WORK REQUEST> Scan the records for the line containing "The width and height of the screenshot is (812, 512).". From there through the last line, write out each line exactly.
(Beginning of RECORD SET)
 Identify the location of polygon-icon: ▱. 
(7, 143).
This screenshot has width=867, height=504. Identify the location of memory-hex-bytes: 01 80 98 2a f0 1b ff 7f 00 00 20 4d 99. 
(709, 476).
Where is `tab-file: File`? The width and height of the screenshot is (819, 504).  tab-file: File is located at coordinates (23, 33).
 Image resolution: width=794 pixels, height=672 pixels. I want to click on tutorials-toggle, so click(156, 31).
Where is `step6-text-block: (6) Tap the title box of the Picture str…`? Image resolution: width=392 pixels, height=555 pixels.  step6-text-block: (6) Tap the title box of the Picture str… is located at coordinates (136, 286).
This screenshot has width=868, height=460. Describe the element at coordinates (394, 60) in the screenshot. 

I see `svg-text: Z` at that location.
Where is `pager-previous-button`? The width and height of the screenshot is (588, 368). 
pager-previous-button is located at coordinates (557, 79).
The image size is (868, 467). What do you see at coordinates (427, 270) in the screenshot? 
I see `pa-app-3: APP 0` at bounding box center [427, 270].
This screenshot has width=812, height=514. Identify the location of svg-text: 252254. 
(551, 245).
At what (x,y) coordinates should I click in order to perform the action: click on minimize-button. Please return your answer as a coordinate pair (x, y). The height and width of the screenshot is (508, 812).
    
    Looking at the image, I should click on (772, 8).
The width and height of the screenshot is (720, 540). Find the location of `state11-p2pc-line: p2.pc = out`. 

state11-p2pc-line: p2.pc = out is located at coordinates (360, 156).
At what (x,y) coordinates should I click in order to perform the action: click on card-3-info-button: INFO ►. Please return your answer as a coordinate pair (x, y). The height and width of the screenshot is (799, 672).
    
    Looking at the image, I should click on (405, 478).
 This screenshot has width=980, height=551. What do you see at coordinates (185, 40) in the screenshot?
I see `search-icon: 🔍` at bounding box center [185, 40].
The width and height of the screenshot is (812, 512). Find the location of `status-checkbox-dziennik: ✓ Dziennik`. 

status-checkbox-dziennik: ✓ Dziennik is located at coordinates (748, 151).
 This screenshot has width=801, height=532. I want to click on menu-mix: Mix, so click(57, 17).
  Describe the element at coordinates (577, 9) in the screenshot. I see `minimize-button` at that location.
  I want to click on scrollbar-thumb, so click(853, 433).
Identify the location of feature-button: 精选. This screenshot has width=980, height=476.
(End of RECORD SET)
OUTPUT>
The width and height of the screenshot is (812, 512). Find the location of `status-checkbox-dziennik: ✓ Dziennik`. 

status-checkbox-dziennik: ✓ Dziennik is located at coordinates (748, 151).
 This screenshot has width=801, height=532. I want to click on menu-mix: Mix, so click(57, 17).
  Describe the element at coordinates (577, 9) in the screenshot. I see `minimize-button` at that location.
  I want to click on scrollbar-thumb, so click(853, 433).
Identify the location of feature-button: 精选. This screenshot has width=980, height=476.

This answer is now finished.